Art, cake and protocols

After cake was dirty on a Mona Lisa during a Louvre Museum, Paris, we spoke to city gallerists and curators on precautionary measures they take to strengthen artworks from damage

Art, cake and protocols

Representative Image

Tasneem Zakaria Mehta, director, Dr Bhau Daji Lad Museum

Since a Museum Trust was shaped in 2003, it has been in assign of a museum collection. We have not had any incidents. The museum has a custom in place for a reserve of a objects. Water and succulent equipment are not authorised inside; instead, we yield filtered, celebration H2O stations nearby a Museum Café. This is a reserve magnitude we take right during a commencement when visitors enter. Secondly, all objects are in thick and stout wooden cases and structures that strengthen them. Hypothetically, if any repairs to museum objects were to occur, a gallery staff will warning a curatorial staff, who will check a repairs with conservators. The objects will be taken off display, subjected to consummate checks, and a minute support news will be made. Finally, a objects will be remade and easy before being put on arrangement again. Moreover, we have difficult daily confidence protocols in place. Every day before a museum opens and after it shuts, we do a consummate check to count and check all a displayed objects, a showcases, a windows and so on. And each Wednesday, we take a few objects for cleaning. There is a unchanging watch on all displays.

Hena Kapadia, founder, Tarq

The occurrence in Paris was an act of criticism and we’ve never faced that during a gallery, though we do have simple policies in place to safeguard that art is safeguarded. We pronounce to viewers as they enter, generally if it’s an interactive vaunt where people are meant to reason a design or if a pieces are really delicate. Additionally, people with vast backpacks can keep it during a accepting before they travel around. In transporting a artwork, we safeguard all wrapping is waterproof, and artworks are stable within crates. We have veteran packers and shifters, and a lerned group of art-handlers onboard.

Dr Arshiya Lokhandwala, curator, art historian and gallerist, Lakeeren Gallery

While unresolved works in a gallery, one has to be prepared for anything unsafe — pieces removing stolen or vandalised are possibilities. The Mona Lisa has a protecting potion covering, that is a approach of being prepared and holding precautions. Additionally, one can have  attendants to safeguard that viewers don’t reason a work, say distance, and children are supervised.

Dadiba Pundole, owner, Pundole Art Gallery

One can take all a precautions that are probable though even over that, accidents can happen. Besides surveillance, we can have earthy monitoring to some extent. Everyone knows there’s a protecting potion around a Mona Lisa, so a act was directed during sketch attention. What can we do to predict and forestall something like that?

Atyaan Jungalwala, co-founder, Chemould/Shift

We put down masking fasten on a building so people are wakeful that they can't go over a boundary, a artworks are insured and framed in museum glass, and ‘do not reason signs are placed nearby a display, generally if they are frail and bother oddity in a approach that  people wish to reason it.

Sanjana Shah, gallerist and curator, Tao Art Gallery

The custom depends on a muster we’re showcasing. If it’s an muster of a comparison artist or a master, we reason invite-only private previews so each spectator is accounted for. For open viewing, staff is positioned around a gallery to monitor. Moreover, paintings are framed with glass, and a block is placed around sculptures. But if anything does get damaged, there are ways to revive a work to an extent; this is a final resort. And finally, all a artworks in a gallery’s collection and the master collections are insured.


Exercise instructions: Only the lines from the line that contains "Find the location" through the final line of the entries below belong in your answer, copied exactly and without pictures.

Data extract:
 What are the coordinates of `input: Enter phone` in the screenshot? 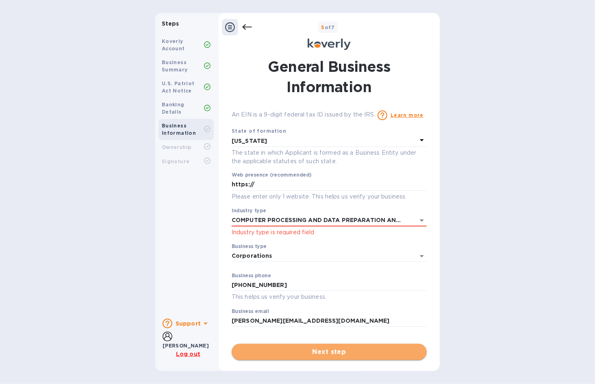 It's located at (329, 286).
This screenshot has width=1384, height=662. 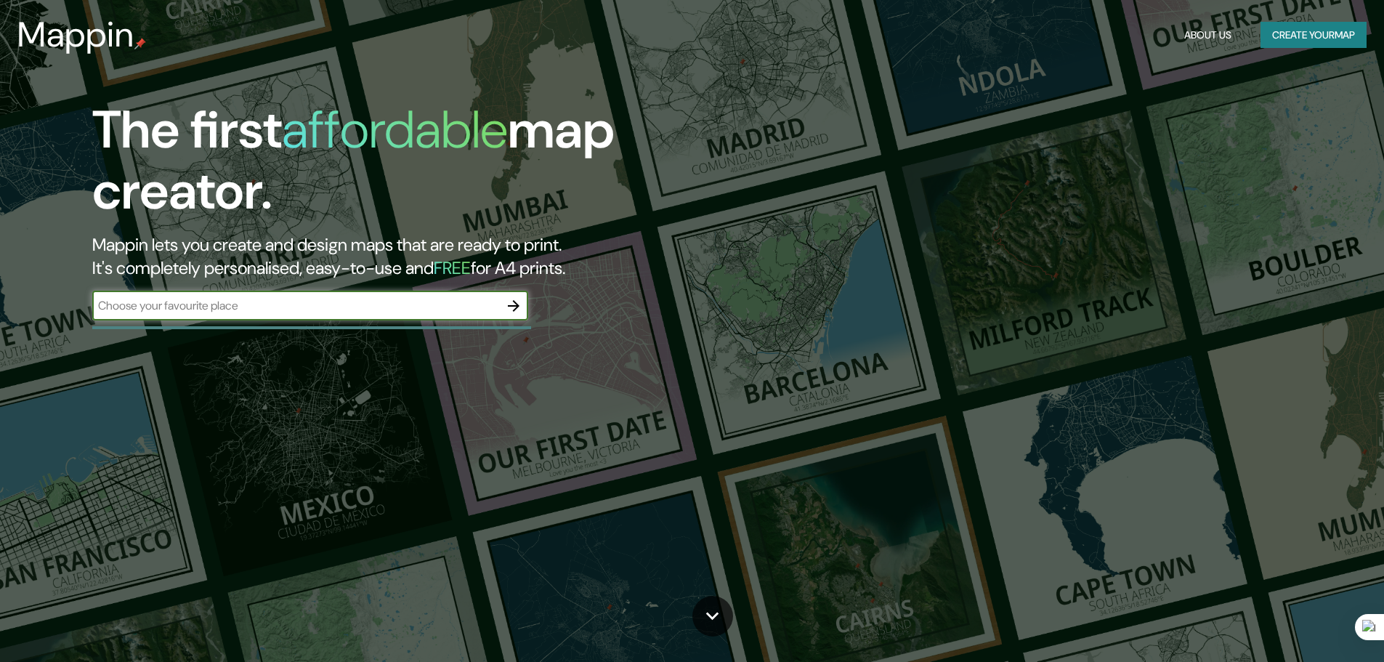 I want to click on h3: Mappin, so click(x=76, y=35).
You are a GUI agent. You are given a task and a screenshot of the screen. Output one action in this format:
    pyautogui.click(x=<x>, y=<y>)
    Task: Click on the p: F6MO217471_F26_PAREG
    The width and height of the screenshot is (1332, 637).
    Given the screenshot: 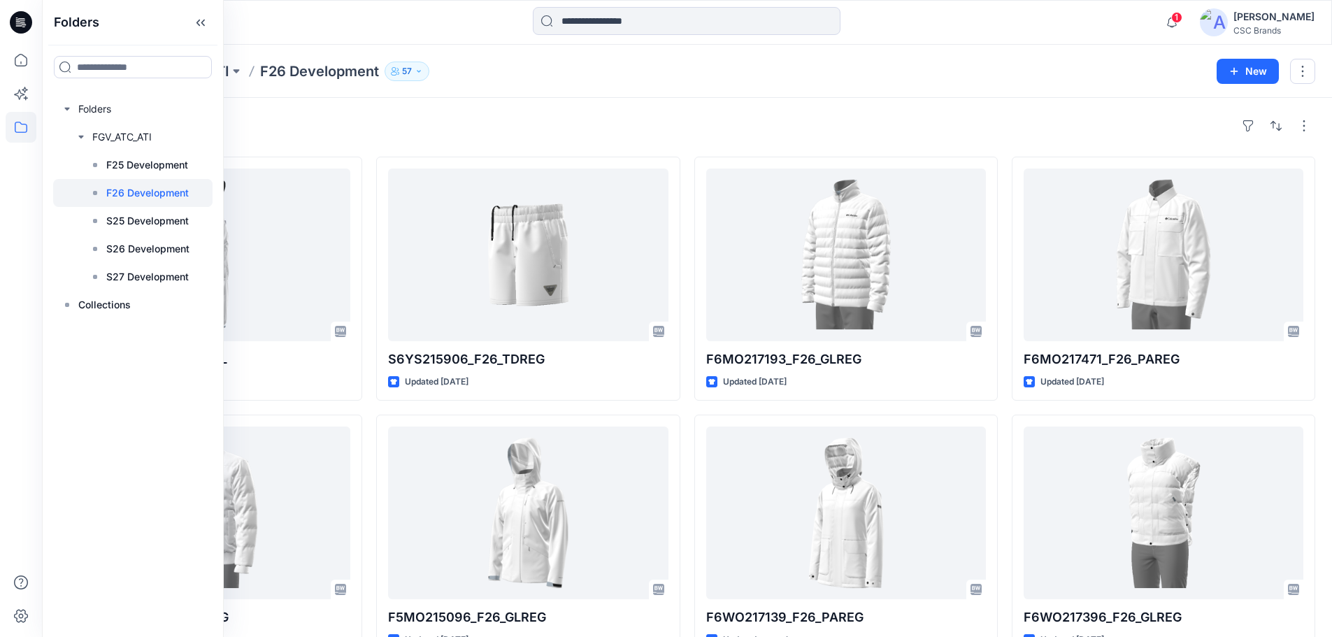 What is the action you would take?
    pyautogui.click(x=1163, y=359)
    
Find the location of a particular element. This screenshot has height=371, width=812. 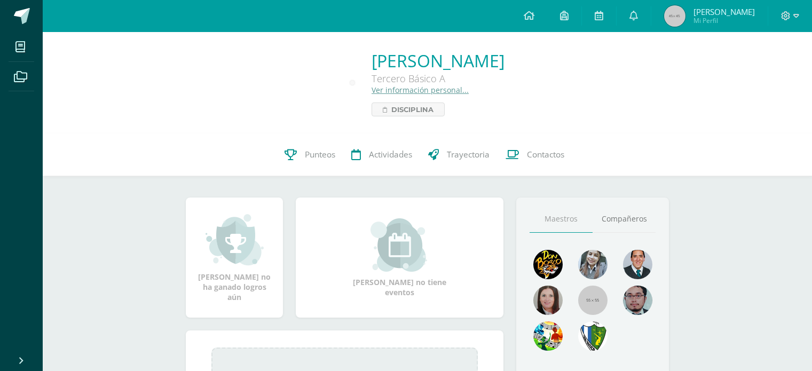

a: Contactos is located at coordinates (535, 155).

Answer section:
Find the location of a particular element. This screenshot has height=371, width=812. 

a: Contactos is located at coordinates (535, 155).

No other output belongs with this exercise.